Four ways to top up a Jackery in a van: shore power (fastest, 1-3 hours to full), solar panels (400-800W input depending on model), the car's 12V socket (slow — 12V at ~120W means 9+ hours for the 1000v2), and the dedicated car charger cable that uses the 12V cigarette port at up to 120W. The car charger is the slow link — it takes most of a driving day to make a meaningful dent.
The SolarSaga 200W panel pairs neatly with the Jackery ecosystem. Two of them give you 400W input — maxing out the 1000v2's solar limit, recovering about 1,600Wh on a 5-6 hour summer day. On the 2000 Plus with its 800W input limit, you can hook up four panels and be genuinely self-sufficient in summer.
Here's where the sealed-ecosystem problem bites. You cannot run an induction cooktop (1,800-2,000W) for more than 30-40 minutes before draining the 1000v2 flat. An electric kettle (1,000-1,500W)? One boil costs ~150Wh — that's 14% of the 1000v2 gone per cup. A diesel heater electric draw is fine (10-20W running), but the startup glow plug spikes to 60-70W for 2-3 minutes — no problem.
High-draw 230V appliances are where portable stations reveal their ceiling. The 2000 Plus handles 2,200W output so technically runs a small induction hob, but burning through 2042Wh in under an hour cooking dinner is painful. Full-time van cooks will be miserable — you need a proper LiFePO4 bank with a real inverter for that.

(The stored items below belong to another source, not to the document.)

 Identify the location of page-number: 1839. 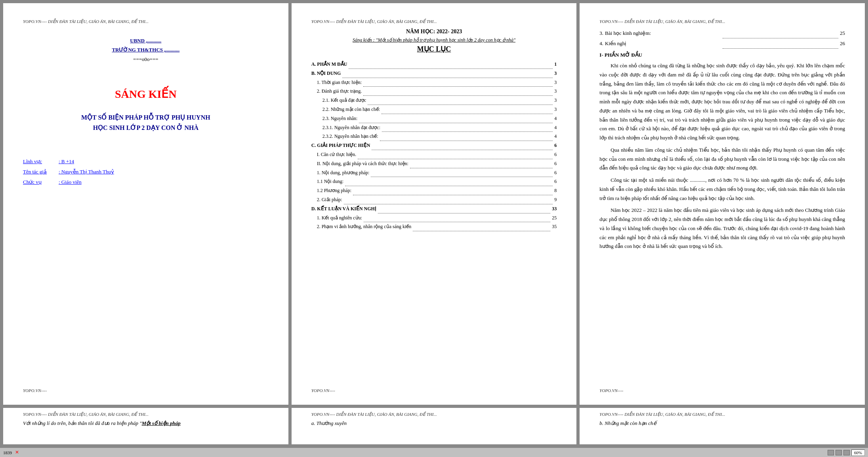
(8, 453).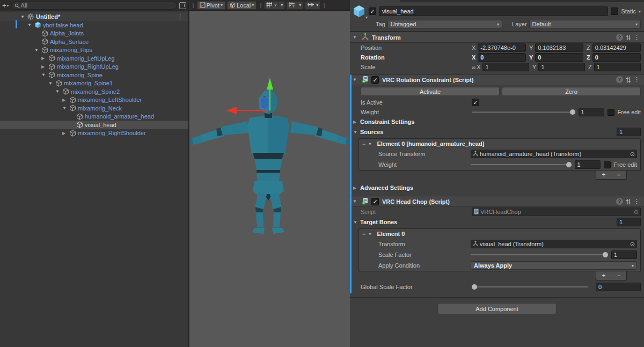 The width and height of the screenshot is (644, 347). I want to click on pivot-mode-button: Pivot ▾, so click(211, 5).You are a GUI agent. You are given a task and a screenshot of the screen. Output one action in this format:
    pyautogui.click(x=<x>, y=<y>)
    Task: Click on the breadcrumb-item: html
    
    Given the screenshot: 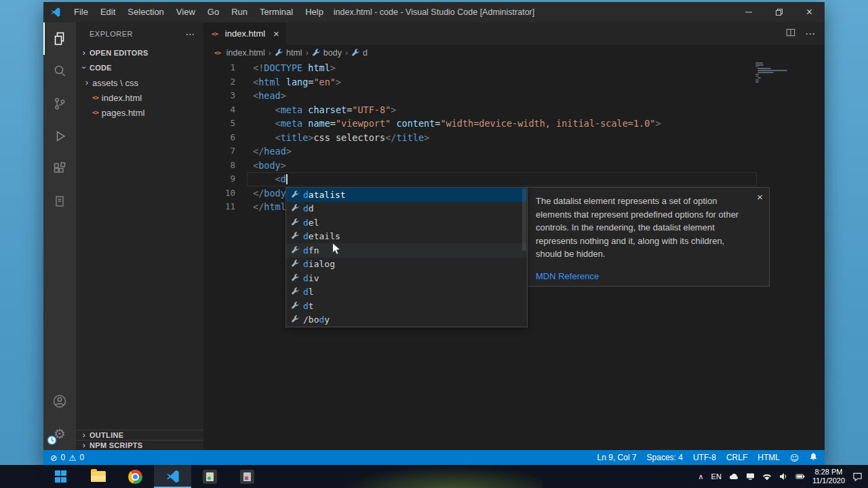 What is the action you would take?
    pyautogui.click(x=289, y=53)
    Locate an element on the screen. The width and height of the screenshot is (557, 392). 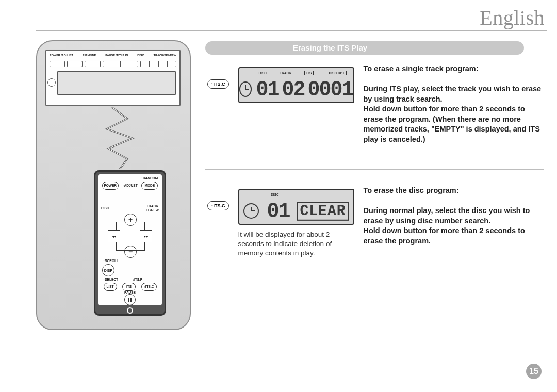
lcd1-label-disc: DISC is located at coordinates (263, 73).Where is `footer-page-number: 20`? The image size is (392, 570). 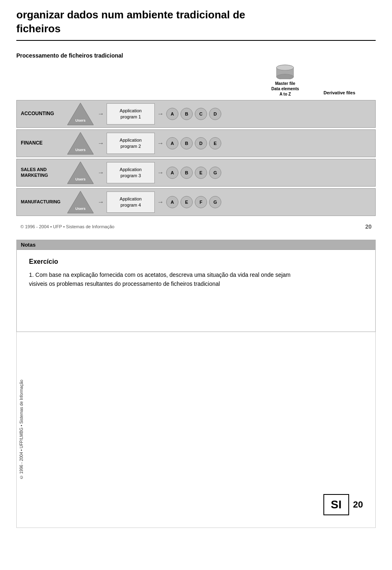
footer-page-number: 20 is located at coordinates (368, 227).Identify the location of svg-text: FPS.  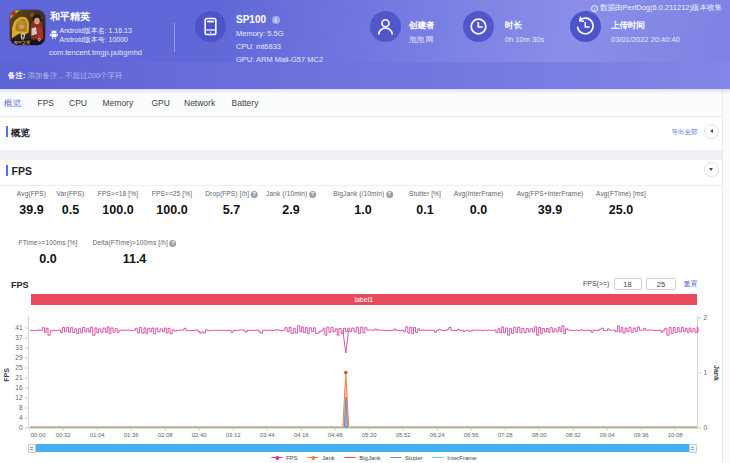
(6, 375).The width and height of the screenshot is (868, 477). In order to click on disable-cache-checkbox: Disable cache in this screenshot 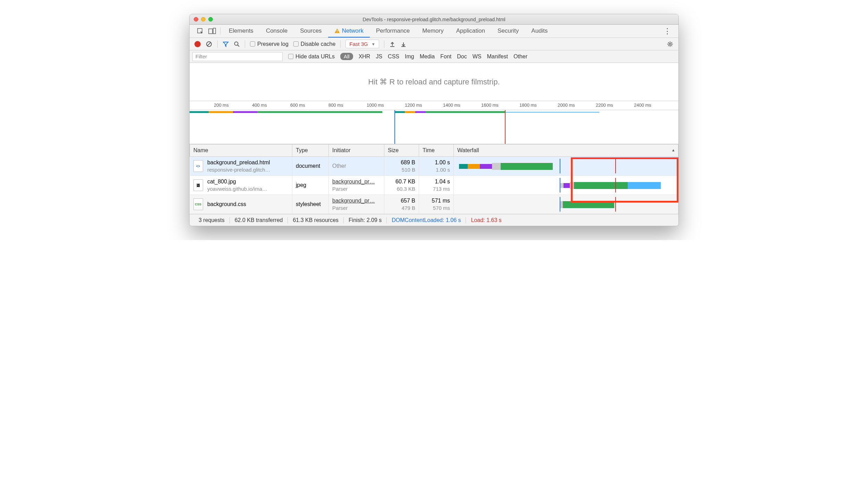, I will do `click(315, 44)`.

Jackery uses proprietary connectors, a closed BMS you can't configure, and no external battery expansion on the 1000v2 and 1500. The 2000 Plus supports one extra battery pack (adding another ~2kWh) — that's it. By contrast, a DIY LiFePO4 setup scales to whatever your budget allows: 100Ah today, 400Ah next year, parallel banks if needed.
Cells degrade. After 500 cycles (roughly 1.5 years of daily use), Jackery rates their units at 80% original capacity. A 1070Wh Explorer becomes an effective 856Wh. With a DIY LiFePO4 at 3,000+ cycles, the same degradation takes 8-10 years.
I'd recommend Jackery to someone who does van life 2-4 weekends per month, isn't sure if they'll stick with it long-term, wants zero wiring complexity, or already owns one and wants to start slowly. The 1500 is the sweet spot of the range — enough for 2+ days fully off-grid with light use, manageable weight at 15.4kg, and a price that doesn't hurt as much if you later upgrade to a proper system.